There is now an international body promoting this project, the Spaceguard Foundation, in Rome. There is a Spacewatch Unit in the University of Arizona which is beginning to track near-earth objects. The measured frequency of impact is increasing all the time, as detection sensitivity improves. However it will take about a century before we can accurately determine the orbits of the larger ones, at the present rate. Clearly we do need a global programme to accelerate this process, and this is an important task for basic science. The alternative is to live with a non-negligible probability that we will get about 10 seconds warning of an event that will end civilisation as we knew it, and perhaps wipe out our species.

Professor Steel is contactable on dsteel@physics.adelaide.edu.au and the local source for contacting the Spacewatch network is Dr Ian Elliott ie@dunsink.dias.ie. A project like this could usefully be taken up by the quite numerous amateur astronomical community, who could, if they put their mind to it, play a part in influencing politicians, and thus put the issue on our foreign policy agenda, and indeed on our own science policy agenda.


Outreach to the Left, to the Science Community, and the Public

The principal outreach output which I can claim in the last decade of the century has increasingly been centred around the question of the history of science in the Irish context, and its interaction with the culture. The following papers and articles have an academic flavour, and I have also referenced them in the 'academic publication' theme, along with some other material.


The Boyle Medal paper was originally intended as an RDS publication for the centenary of the medal, but my attempt to link the event with the evolution of science in the colonial to post-colonial transition they apparently found unacceptable. This illustrates perhaps the strength of the cultural barriers between science and Irish political culture, as seen from the science perspective. On the whole I stand over it, though I am sure it could be improved if there were to be a proper professional science historian working on the topic.

The 'Scientific Culture and National Identity' material I used as a means of getting a feel for how the theme might be treated in hypertext. It is drawn partly from a paper I wrote for the Welsh 'Planet' in response to an earlier paper by Phil Williams, the Aberystwyth physicist, covering the topic in a Welsh context. We have kept in touch since; he is currently (2002) a Member of the Welsh Assembly (MWA), and remains concerned at the lack of cultural interaction. I also used material I had prepared for an article in Studies, which however never saw the light of day.

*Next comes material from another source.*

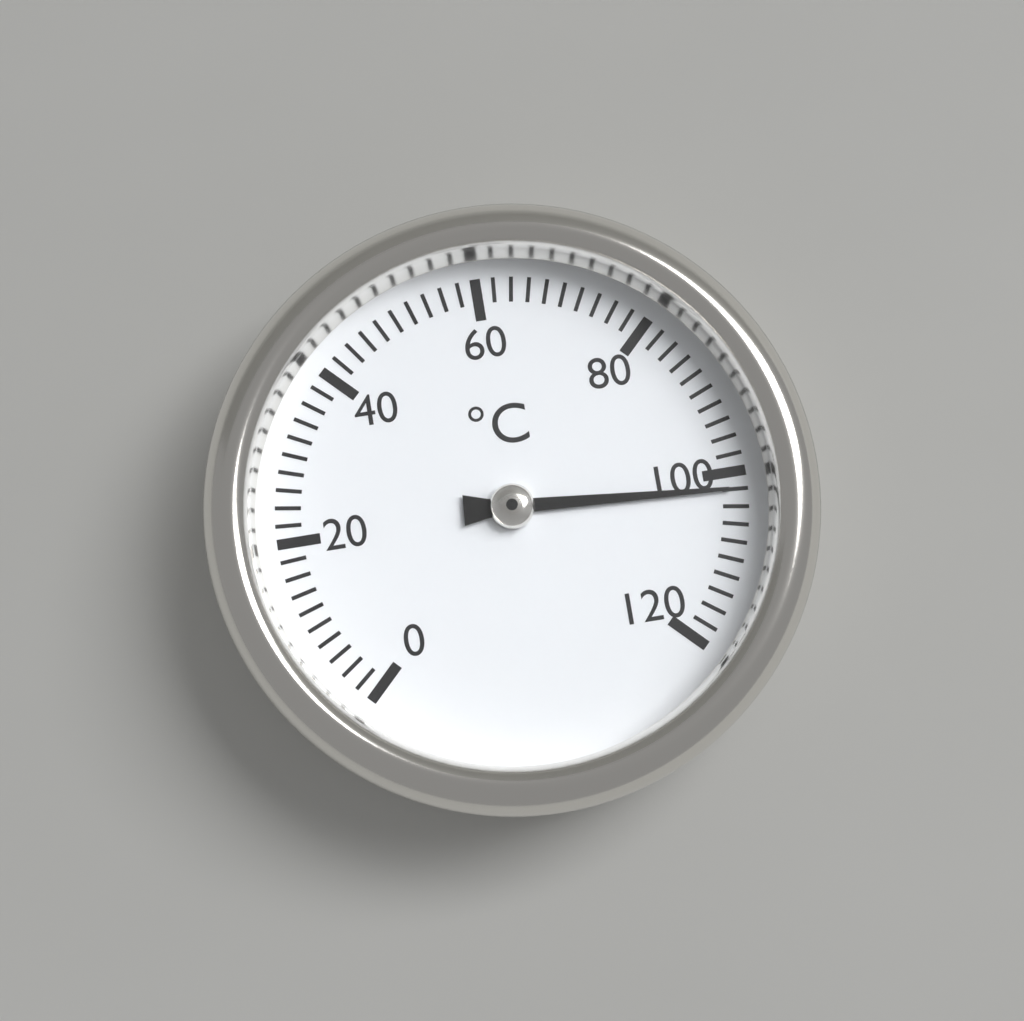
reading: 102 °C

I am however indebted to Daltun O Ceallaigh, who published an edited version of the material in his New Perspectives on Ireland: Colonialism and Identity (Learmheas 1998), which contains mostly material from earlier Desmond Greaves Summer Schools.

In the Science in India review I made a case for proper comparative study of the colonial to post-colonial transition in Ireland and India. There are many parallels, but also many differences, dominated by the Indian obsession with nuclear weapons, a diversion from civilised science which we have managed to avoid.

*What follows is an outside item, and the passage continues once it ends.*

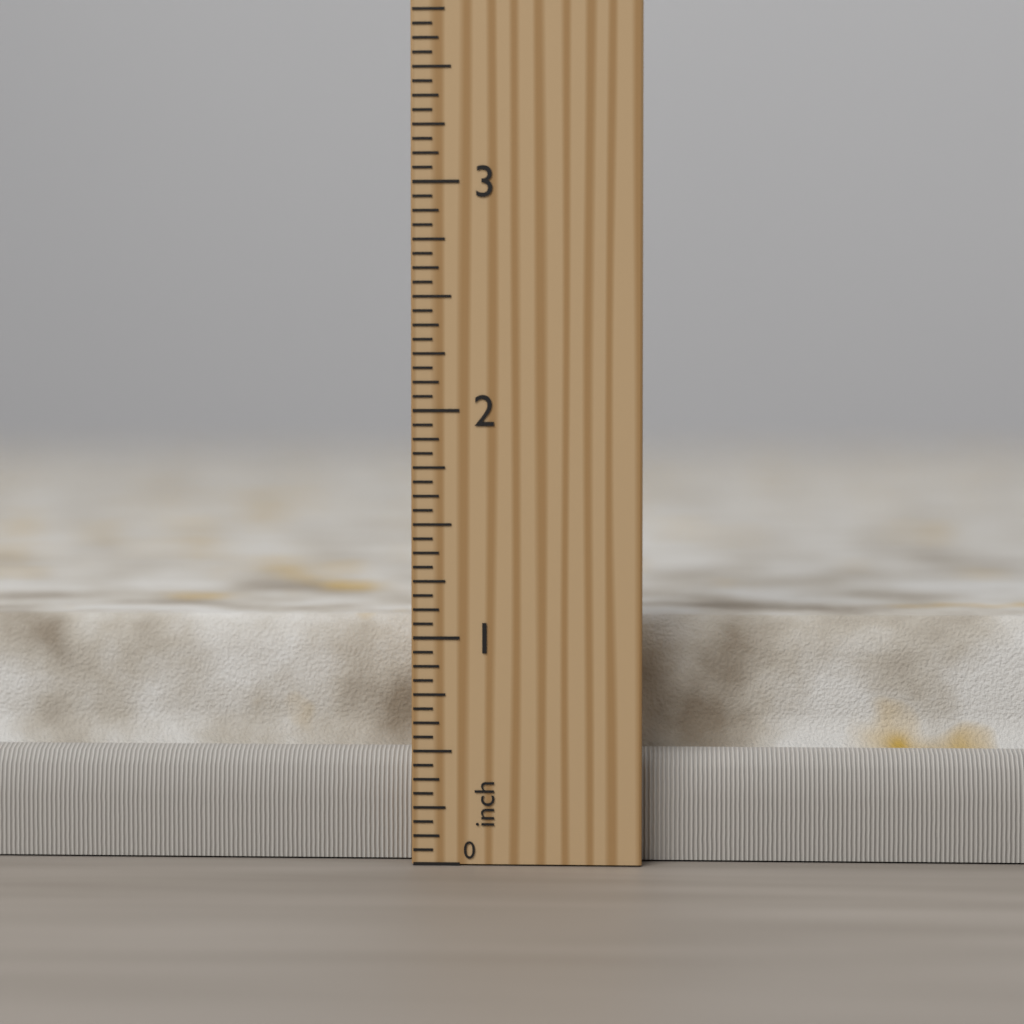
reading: 1.0625 inch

The Causeway article attempted to promote the all-Ireland nature of Irish scientific culture, for its Northern lay readership.

In 'Physics at the Fringe' I attempted to explain to the global physics community how it was possible to survive as a physicist working on non-physics problems, often finding physics insights useful. I used the examples of entropy and temperature as related concepts relevant to the business management process. Thee is a virgin field here to be developed, and I hope to be in a position to to claim priority when someone takes it up! I can perhaps claim to have identified the role of 'Maxwell's Demon' as being analogous to that of the manager in a firm. Anyone wanting to delve into this apocryphal remark can dig deeper.